Mission Statement

We began the project with the following mission statement in mind:

Other Stanford students, faculty and staff can have access to personal student information via Stanford’s Leland network (e.g. student system administrators can access student grades).  Some students may find such access privileges undesirable, which raises some serious privacy issues and concerns.  Accordingly, we will conduct a pilot study that will investigate and isolate these privacy issues and concerns.  Our goal is to make recommendations regarding what Stanford can do to provide more privacy protection if necessary, offer suggestions to improve Stanford's privacy policy, and recommend future studies.  This will be accomplished by:

1.         Surveying the Stanford student body to consider their expectations and perceptions of student privacy rights on the Stanford network, focusing solely on Leland.  We hope to survey a broad spectrum of student Leland users:   males/females, undergraduates at all levels (first-, second-, third-, and fourth- years), graduate students and technical/non-technical majors. 

2.         Investigating how other students (at various university positions, e.g. teaching assistants, system administrators, etc.), faculty and staff can access a student’s Leland account (e.g. files), email, and personal information (grades, mailing address, etc.).  Determining whether undesired accessibility is a property of UNIX/multi-user systems or whether Stanford should do something to tighten security and afford students more privacy protection. 

3.         Discussing Stanford’s privacy and computer/network usage policy, specifically addressing network privacy protections guaranteed to Stanford students. 

4.         Performing costs/benefits analysis:  would students prefer to have their privacy absolutely protected at the cost of the convenience of say easily finding the physical location of another student (e.g. zlocate).  Also, can more privacy protection be accomplished without compromising security?

While we have undertaken tasks 1-3 – specifically, we have expanded task 3 to also include various laws and policies that serve to afford students adequate privacy protection – we tabled task 4 as a future study without sacrificing the goals defined above.  In task 4’s place, we considered the question of where Stanford is headed in its protection of students' privacy.  We also considered other universities’ privacy policies to both scrutinize our own and consider the broader question of university student privacy.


_TASK REQUIREMENTS_
In the entries below, find each line with the string "title" and copy it.

MATERIALS PROVIDED Start Marker

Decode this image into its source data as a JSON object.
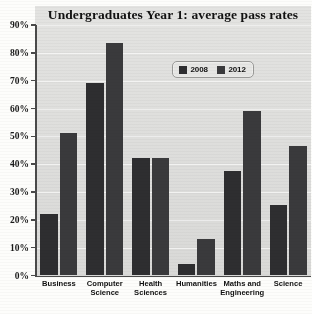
{
  "chart_data": {
    "type": "bar",
    "title": "Undergraduates Year 1: average pass rates",
    "xlabel": "",
    "ylabel": "",
    "ylim": [
      0,
      90
    ],
    "ytick_labels": [
      "90%",
      "80%",
      "70%",
      "60%",
      "50%",
      "40%",
      "30%",
      "20%",
      "10%",
      "0%"
    ],
    "ytick_values": [
      90,
      80,
      70,
      60,
      50,
      40,
      30,
      20,
      10,
      0
    ],
    "grid": true,
    "legend_position": "top-center-right",
    "categories": [
      "Business",
      "Computer Science",
      "Health Sciences",
      "Humanities",
      "Maths and Engineering",
      "Science"
    ],
    "category_lines": [
      [
        "Business"
      ],
      [
        "Computer",
        "Science"
      ],
      [
        "Health",
        "Sciences"
      ],
      [
        "Humanities"
      ],
      [
        "Maths and",
        "Engineering"
      ],
      [
        "Science"
      ]
    ],
    "series": [
      {
        "name": "2008",
        "color": "#2e2e30",
        "values": [
          22,
          69,
          42,
          4,
          37.5,
          25
        ]
      },
      {
        "name": "2012",
        "color": "#3a3a3c",
        "values": [
          51,
          83.5,
          42,
          13,
          59,
          46.5
        ]
      }
    ]
  },
  "legend": {
    "entries": [
      {
        "label": "2008",
        "color": "#2e2e30"
      },
      {
        "label": "2012",
        "color": "#3a3a3c"
      }
    ]
  },
  "colors": {
    "plot_background": "#dededc",
    "page_background": "#fdfdfb",
    "axis": "#4a4a4a",
    "gridline": "#ffffff",
    "series_2008": "#2e2e30",
    "series_2012": "#3a3a3c"
  }
}
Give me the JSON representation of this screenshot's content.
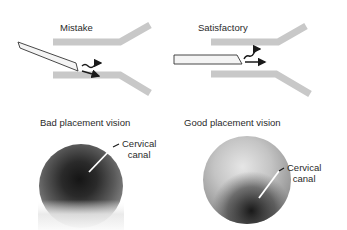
{
  "panels": {
    "top_left": {
      "title": "Mistake"
    },
    "top_right": {
      "title": "Satisfactory"
    },
    "bottom_left": {
      "title": "Bad placement vision",
      "annotation_line1": "Cervical",
      "annotation_line2": "canal"
    },
    "bottom_right": {
      "title": "Good placement vision",
      "annotation_line1": "Cervical",
      "annotation_line2": "canal"
    }
  },
  "colors": {
    "wall": "#c8c8c8",
    "scope_fill": "#f4f4f4",
    "scope_stroke": "#333333",
    "arrow": "#1a1a1a",
    "text": "#2a2a2a"
  }
}
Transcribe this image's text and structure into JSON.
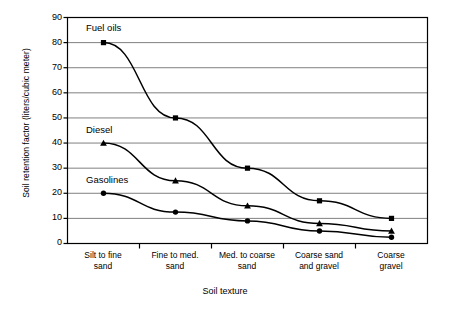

MATERIALS PROVIDED End Marker

_ANSWER SECTION_
    "title": "Undergraduates Year 1: average pass rates",
      "title": "Mistake"
      "title": "Satisfactory"
      "title": "Bad placement vision",
      "title": "Good placement vision",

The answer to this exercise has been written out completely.